Again, they agree to leave but neither of them make any move to go.
Throughout
the work one can find religious,
philosophical, classical,
psychoanalytical and biographical
– especially wartime – references,
there are ritualistic aspects and elements
literally lifted from vaudeville and there is
a danger in making more of these than what they are: that is, merely
structural conveniences, avatars into which the writer places his
fictional characters. The play “exploits several archetypal
forms and situations, all of which lend themselves to both comedy and
pathos.”
Waiting
for Godot also illustrates an attitude
toward man's experience on earth: the poignancy, oppression,
camaraderie, hope, corruption, and bewilderment of human experience
that can only be reconciled in mind and art of the absurdist. If
Godot is God, then Didi and Gogo's (mankind's) faith in God is not
only subject to doubt, but may also have almost entirely disappeared.
Yet the illusion of faith—that deeply embedded hope that Godot
might come—still flickers in the minds of Vladimir and
Estragon.

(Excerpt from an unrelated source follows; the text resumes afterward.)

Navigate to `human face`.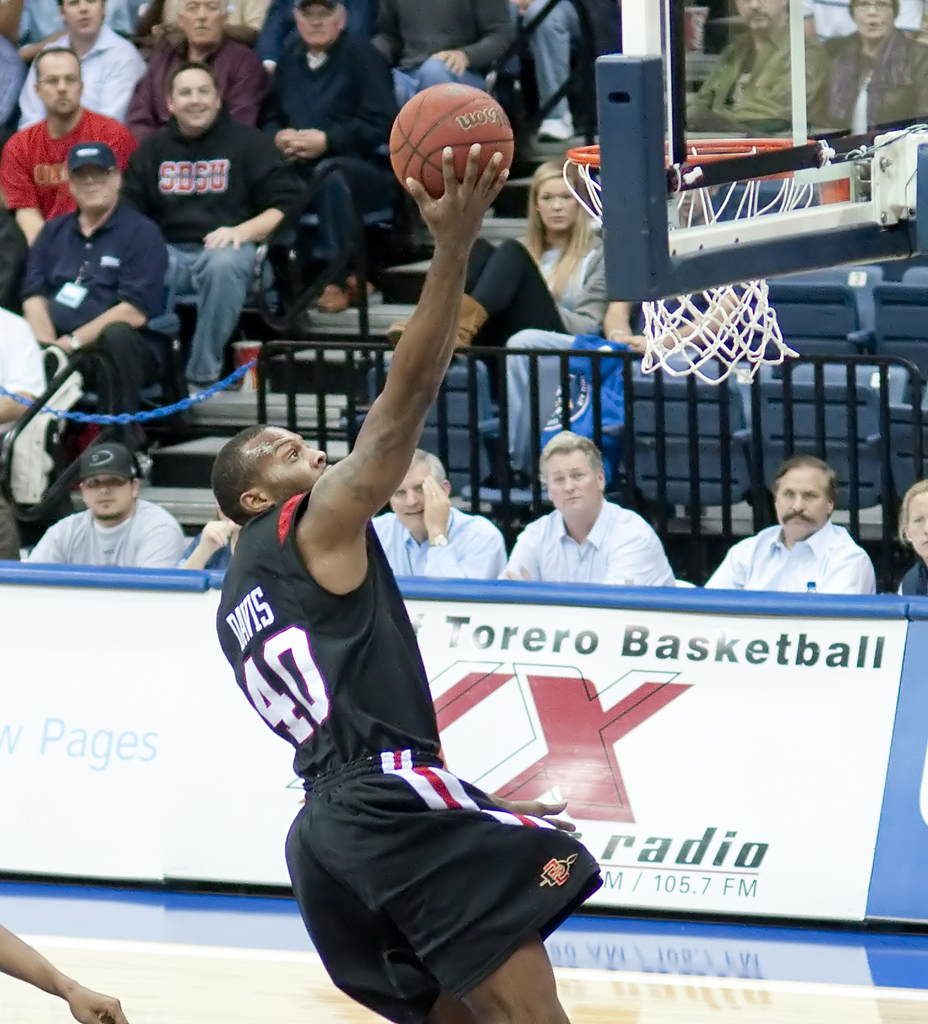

It is almost as if the faith of these two men has been
tested to such extremes that they can perfectly well see the logic of
renouncing it—but they cannot completely
Political: “It
was seen as an allegory of the cold
war,” or of French resistance
to the Germans. Graham Hassell writes, “[T]he intrusion of
Pozzo and Lucky … seems like nothing more than a metaphor
for Ireland's view of mainland Britain, where
society has ever been blighted by a greedy ruling élite
keeping the working classes passive and
ignorant by whatever means.” The pair are often played with
Irish accents, an inevitable consequence, some
feel, of Beckett's rhythms and phraseology, but this is not
stipulated in the text.
Existentialist:
Broadly speaking existentialists hold there are certain questions
that everyone must deal with (if they are to take human life
seriously), questions such as death, the meaning of human
existence and the place of God in human existence. By
and large they believe that life is very difficult and that it
doesn't have an "objective" or universally known value, but
that the individual must create value by affirming it and living it,
not by talking about it. The play touches upon all of these issues.